When security is enabled, <client_id> and <client_secret> are required and must have admin rights. If not, the script won’t return results.

Prune the etcd key-value store history Copied

You can prune the etcd history of key-value (KV) entries used by the centralised configuration. This can free up unused disk space.

Use the kv_history.sh script located in /opt/hub/hub-current/services/etcd/etcd-gateway-<version> in the default installation directory.

To prune the KV store history in etcd, run:

kv_history.sh [-h] [-v] prune [OPTION]...

Where:

You can use either of the following for OPTION:

In addition, you can also run the following commands:

kv_history.sh [-h] [-v] list-archives
kv_history.sh [-h] [-v] view-archive <archive>
kv_history.sh [-h] [-v] delete-archive <archive>

Restore PostgreSQL database files on a node Copied

If a PostgreSQL database file has been corrupted or deleted, you can restore PostgreSQL from another node. Since the PostgreSQL database is replicated across nodes, you can copy the entire database content from one node to another.

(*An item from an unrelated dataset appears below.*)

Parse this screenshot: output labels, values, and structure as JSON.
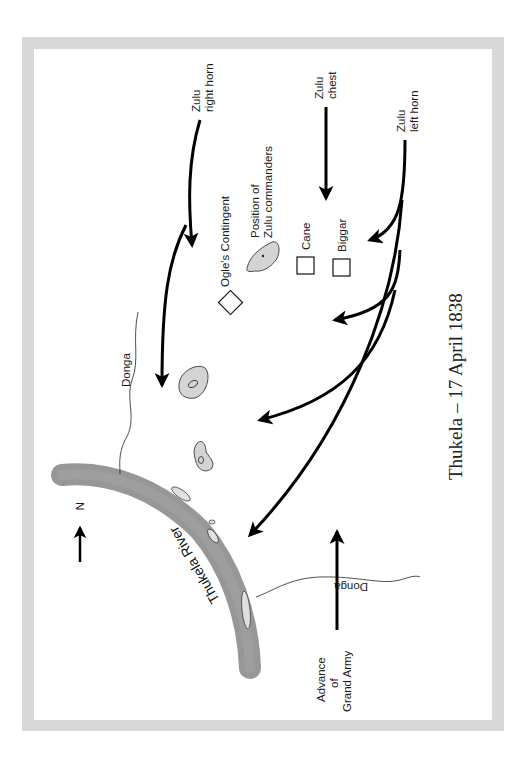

  1. Stop the Gateway Hub service on all nodes. If systemd is managing Gateway Hub, run the following commands:

    sudo systemctl mask hub-orchestration
    
    sudo systemctl stop hub-orchestration
    

    If not, on each node, run:

    /opt/hub/current/bin/hub.sh stop
    
  2. Make sure that Gateway Hub is stopped on each node by running:

    /opt/hub/current/bin/hub.sh
    

    To check that PostgreSQL is effectively stopped, run:

    ps -edf|grep postgres:
    
  3. From a node with intact PostgreSQL database, create a TAR file for each of the following:

    • <hub data>/postgres-timescale/pgdata
    • <hub data>/postgres-timescale/pgwal
  4. Copy the created TAR files to the destination node.

  5. On the destination node, rename the following paths for backup:

    • <hub data>/postgres-timescale/pgdata to <hub data>/postgres-timescale/pgdata.<timestamp>
    • <hub data>/postgres-timescale/pgwal to <hub data>/postgres-timescale/pgwal.<timestamp>
  6. On the destination node, unzip the TAR files copied from another node. This will create new <hub data>/postgres-timescale/pgdata and <hub data>/postgres-timescale/pgwal file paths.

  7. On the destination node, start PostgreSQL manually by running:

    /opt/hub/current/services/postgres-timescale-<version>/start.sh
    

    Confirm that you see the following messages in the logs:

    LOG:  database system is ready to accept connections
    LOG:  TimescaleDB background worker launcher connected to shared catalogs
    
  8. On the destination node, stop PostgreSQL by using the keyboard short-cut CTRL + C.

  9. Restart Gateway Hub normally using hubctl or systemd.